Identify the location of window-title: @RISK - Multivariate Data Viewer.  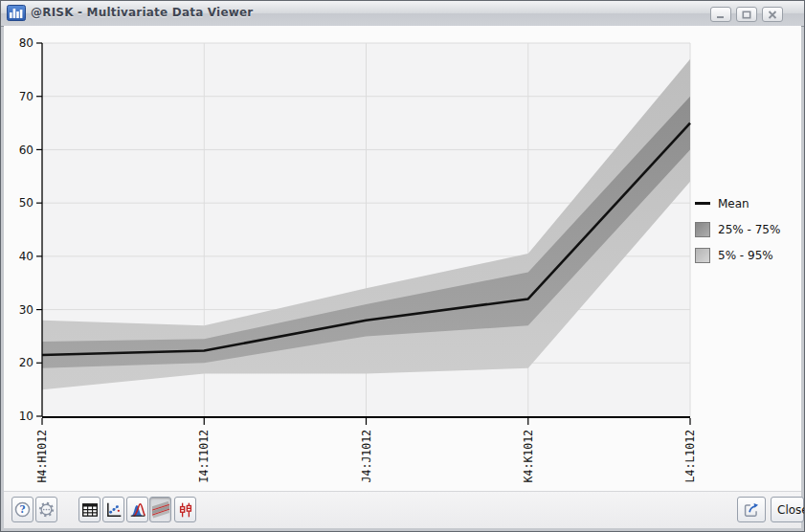
(142, 12).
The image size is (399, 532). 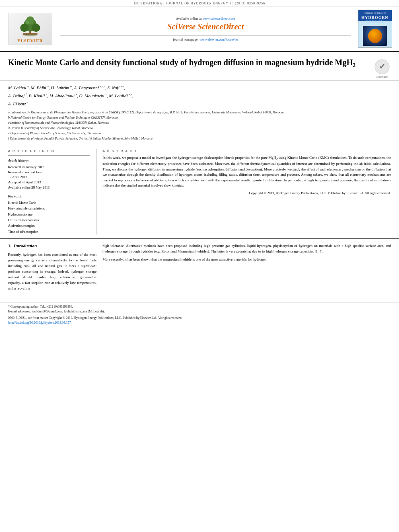 What do you see at coordinates (200, 125) in the screenshot?
I see `affiliations-list: a Laboratoire de Magnétisme et de Physiq…` at bounding box center [200, 125].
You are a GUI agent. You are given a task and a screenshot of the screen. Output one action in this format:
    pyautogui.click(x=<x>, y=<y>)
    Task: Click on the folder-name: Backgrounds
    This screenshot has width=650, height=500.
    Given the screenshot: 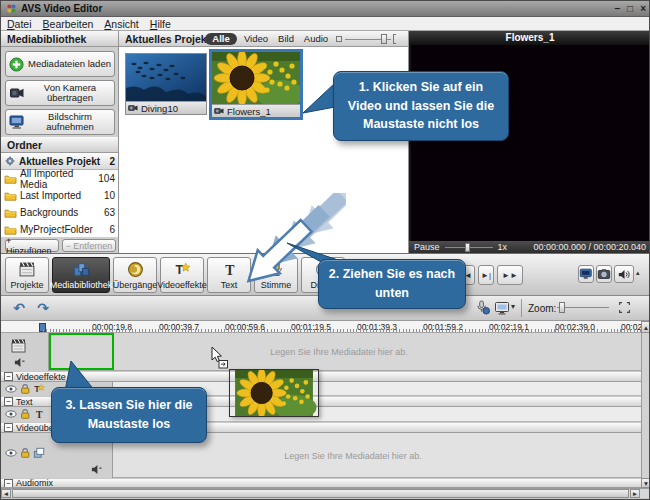 What is the action you would take?
    pyautogui.click(x=49, y=212)
    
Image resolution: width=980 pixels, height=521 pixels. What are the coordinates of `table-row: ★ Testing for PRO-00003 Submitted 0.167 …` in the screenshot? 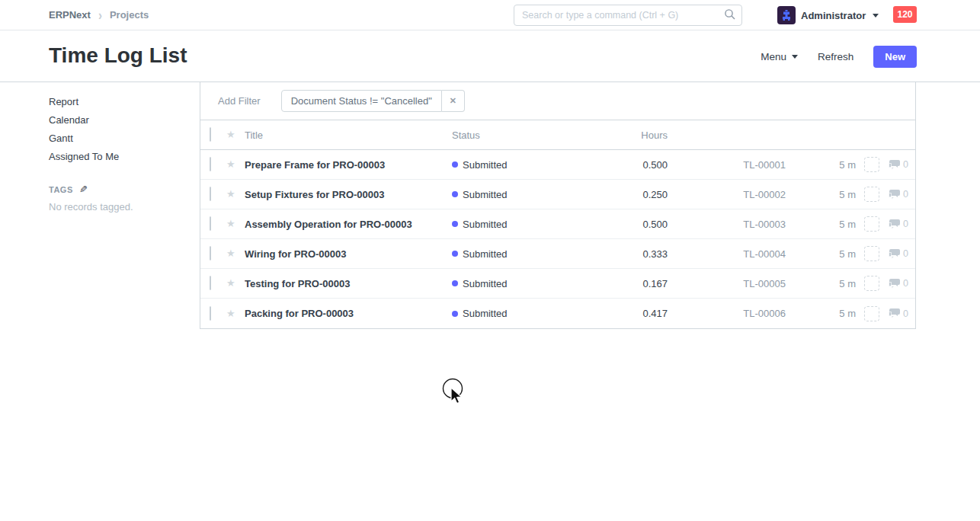 It's located at (558, 283).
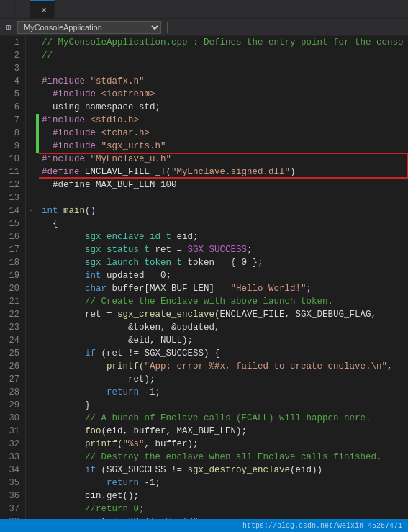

--------------------------------------------------

WHAT YOU NEED TO DO ▸
Going back over the entries above, copy word for word every line from the one that has "You are a GUI" on through the one that has "This screenshot has".

SOLUTION FOR THIS EXERCISE ▸
You are a GUI agent. You are given a task and a screenshot of the screen. Output one action in this format:
    pyautogui.click(x=<x>, y=<y>)
    Task: Click on the folder-name: Backgrounds
    This screenshot has width=650, height=500.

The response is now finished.